One qualm I have with this section pertains to a specific movement: the handstand pushup. Most notably, the freestanding handstand pushup. First off, the thing demonstrated is called a "headstand pushup" which isn't a huge complaint because laypeople call it a handstand pushup anyway, but I think the distinction is important. Second, most of the movements have some sort of progression via movements detailed earlier, but this thing doesn't. There's not a word on proper handstands and the only tip the book gives on achieving the freestanding HSPU is to do wall-supported HSPU with your back to the wall, which promotes flaring your elbows and arching your back, which is exactly what you don't want to do. Didn't like this part much. The rest of the section is pretty decent, though.
Only thing I'm not so sure about it shoving the knees out when squatting. It does help me personally because I tend to let my knees cave inwards during a squat, but it looks like the extreme amount of knees-out demonstrated in the book will just hurt your knees, so I don't know what to think about that yet.
It finishes up with the mobility elements. This is about half the book and it's basically a bunch of stretches and ways to foam roll various parts of the body, mostly using a couple of lacrosse balls, but most hard round objects work: I did most of the work using a tennis ball instead of a lacrosse ball and old inner tubing for a bike as resistance band. It's all very decent and yields results quickly, but I have yet to see permanent change that lasted more than a couple of hours. This was also my experience with the stuff I picked up from the mobilityWOD website. When I was having elbow issues ("hot elbow" as mr Starrett calls it) I tried out "elbow voodoo" (just look it up on YouTube) and all my pain went away... for a couple of hours, that is.
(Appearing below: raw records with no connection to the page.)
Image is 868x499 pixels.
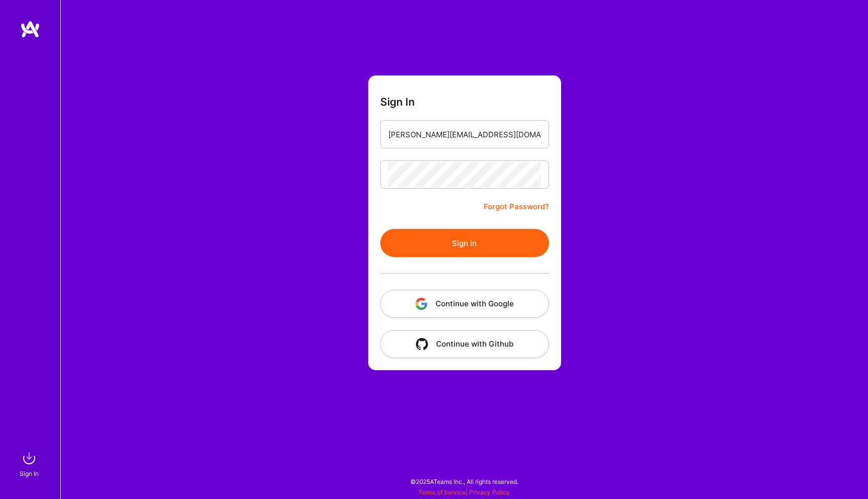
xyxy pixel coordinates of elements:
[388,121,541,147] input: Email...
[416,338,428,349] img: icon
[418,488,510,495] span: |
[19,468,38,479] div: Sign In
[470,488,510,495] a: Privacy Policy
[380,329,549,358] button: Continue with Github
[484,201,549,213] a: Forgot Password?
[20,20,40,38] img: logo
[380,96,415,108] h3: Sign In
[21,448,39,479] a: sign inSign In
[380,289,549,317] button: Continue with Google
[416,297,428,309] img: icon
[60,468,868,494] div: © 2025 ATeams Inc., All rights reserved.
[418,488,466,495] a: Terms of Service
[380,229,549,257] button: Sign In
[19,448,39,468] img: sign in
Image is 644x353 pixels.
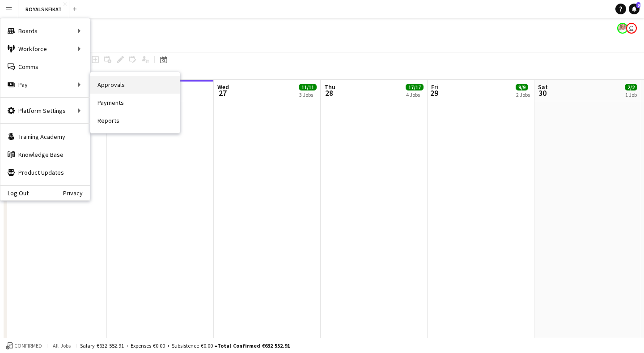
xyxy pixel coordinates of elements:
div: 3 Jobs [299,91,317,98]
span: 30 [536,88,548,98]
a: Log Out [1,189,28,197]
span: 17/17 [406,83,423,90]
div: Salary €632 552.91 + Expenses €0.00 + Subsistence €0.00 = [80,342,290,349]
div: Platform Settings [1,101,90,120]
span: Thu [324,83,335,91]
div: Boards [1,22,90,40]
a: Knowledge Base [1,145,90,164]
a: Comms [1,57,90,75]
span: 29 [430,88,438,98]
app-user-avatar: Johanna Hytönen [626,23,637,34]
span: 11/11 [298,83,317,90]
div: 1 Job [625,91,637,98]
button: ROYALS KEIKAT [18,1,69,18]
span: Sat [538,83,548,91]
div: Workforce [1,40,90,57]
span: 28 [323,88,335,98]
a: Training Academy [1,127,90,145]
button: Confirmed [5,340,43,351]
a: Product Updates [1,164,90,182]
span: 2/2 [625,83,638,90]
a: Approvals [90,75,180,94]
div: 4 Jobs [406,91,423,98]
span: 9 [636,2,641,8]
a: Privacy [63,189,90,197]
span: Wed [218,83,229,91]
a: 9 [629,4,639,14]
span: Total Confirmed €632 552.91 [218,342,290,349]
div: Pay [1,75,90,94]
span: 9/9 [516,83,529,90]
span: Confirmed [14,343,42,349]
span: 27 [216,88,229,98]
a: Payments [90,94,180,112]
app-user-avatar: Katariina Booking [617,23,628,34]
span: All jobs [51,342,72,349]
div: 2 Jobs [516,91,530,98]
a: Reports [90,112,180,130]
span: Fri [431,83,438,91]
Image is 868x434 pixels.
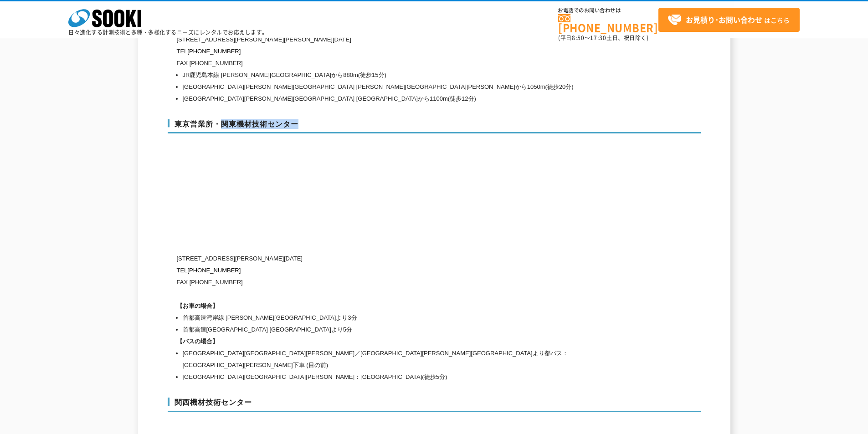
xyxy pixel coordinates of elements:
[668,13,789,27] span: はこちら
[177,57,614,69] p: FAX [PHONE_NUMBER]
[177,277,614,289] p: FAX [PHONE_NUMBER]
[182,93,614,105] li: [GEOGRAPHIC_DATA][PERSON_NAME][GEOGRAPHIC_DATA] [GEOGRAPHIC_DATA]から1100m(徒歩12分)
[182,312,614,324] li: 首都高速湾岸線 [PERSON_NAME][GEOGRAPHIC_DATA]より3分
[182,81,614,93] li: [GEOGRAPHIC_DATA][PERSON_NAME][GEOGRAPHIC_DATA] [PERSON_NAME][GEOGRAPHIC_DATA][PERSON_NAME]から1050...
[68,30,268,35] p: 日々進化する計測技術と多種・多様化するニーズにレンタルでお応えします。
[558,34,648,42] span: (平日 ～ 土日、祝日除く)
[686,14,762,25] strong: お見積り･お問い合わせ
[572,34,584,42] span: 8:50
[590,34,606,42] span: 17:30
[182,348,614,371] li: [GEOGRAPHIC_DATA][GEOGRAPHIC_DATA][PERSON_NAME]／[GEOGRAPHIC_DATA][PERSON_NAME][GEOGRAPHIC_DATA]より...
[177,336,614,348] h1: 【バスの場合】
[177,253,614,264] p: [STREET_ADDRESS][PERSON_NAME][DATE]
[182,69,614,81] li: JR鹿児島本線 [PERSON_NAME][GEOGRAPHIC_DATA]から880m(徒歩15分)
[182,371,614,383] li: [GEOGRAPHIC_DATA][GEOGRAPHIC_DATA][PERSON_NAME]：[GEOGRAPHIC_DATA](徒歩5分)
[177,300,614,312] h1: 【お車の場合】
[168,398,701,412] h3: 関西機材技術センター
[177,264,614,277] p: TEL
[182,324,614,336] li: 首都高速[GEOGRAPHIC_DATA] [GEOGRAPHIC_DATA]より5分
[659,8,800,32] a: お見積り･お問い合わせはこちら
[168,120,701,134] h3: 東京営業所・関東機材技術センター
[188,267,240,274] a: [PHONE_NUMBER]
[558,8,659,13] span: お電話でのお問い合わせは
[188,48,240,54] a: [PHONE_NUMBER]
[177,45,614,57] p: TEL
[558,14,659,33] a: [PHONE_NUMBER]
It may just take some more time, and I do feel that digging into my posterior shoulder with a tennis ball really helps improve pain, but overall I think the whole magic bullet-image that BASL's mobility elements have is way overblown. Yes, they work for a bit, but after the first couple hours it's back to regular, or at least it feels that way.
Also, I think they understated the rule "if it feels sketchy, it is probably sketchy and you shouldn't do it". The mobility techniques can be somewhat painful at times, and while working on my general knee area, I started getting a weird sensation at the shin while moving my foot around, and after that a weird sensation around the patellar tendon. Instead of backing off, I explored those sensations and ended up with a painful knee, as if the meniscus was displaced for a bit. My knee is okay now, but since then I'm a bit more careful with mobilizing things. It's something I should've kept in mind from the get-go, though.
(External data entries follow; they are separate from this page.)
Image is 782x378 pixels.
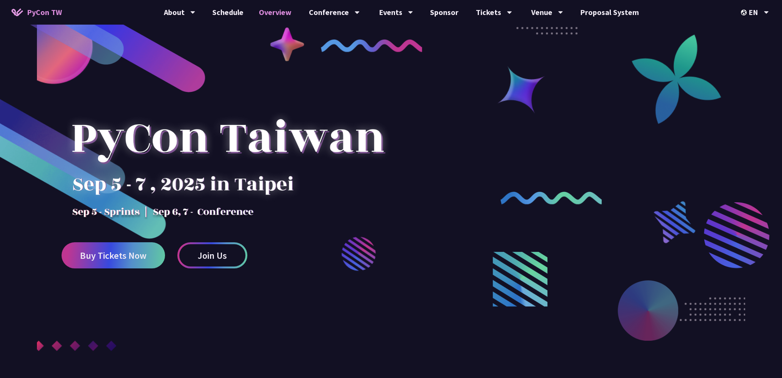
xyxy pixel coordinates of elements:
[27,7,62,18] span: PyCon TW
[12,8,23,16] img: Home icon of PyCon TW 2025
[500,192,602,204] img: curly-2.e802c9f.png
[198,251,227,260] span: Join Us
[741,10,748,15] img: Locale Icon
[4,3,70,22] a: PyCon TW
[62,242,165,268] a: Buy Tickets Now
[321,39,422,52] img: curly-1.ebdbada.png
[177,242,247,268] a: Join Us
[80,251,147,260] span: Buy Tickets Now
All in all, I already said it in the beginning: it's decent, but it's not the book written by god because Jesus had low back-pain from not producing enough torque at the hips.
TL;DR: Here's the short version:
* If you live in Europe, it's probably cheaper to order from Amazon.com rather than Amazon.de or Amazon.co.uk. This is weird.
* Easy reading, but there is a lot of info.
* If you don't read the book as a whole, it's kind of disorganized.
* I still don't know what a proper ribcage position looks like and the rule further in the book doesn't help much either, despite this being one of the very first things you're supposed to learn.
* The ideal posture described in the book feels pretty good, but I'm not sure it's as paramount during daily life as the book says.
* The use of the word "torque" is annoying, as is saying "mobilize" rather than "stretch and foam roll" as if it's an entirely different thing.
* Actually doing what the book says about the laws of torque is very effective, though.
* Handstand pushup section sucks, but the rest of the movements are described effectively.
* It looks like the mobility elements are more temporary fixes rather than permanent fixes
* Don't go too hard on the mobility stuff
TAKE HOME MESSAGE: It's decent, but it's not the be-all-end-all like everyone would have you believe.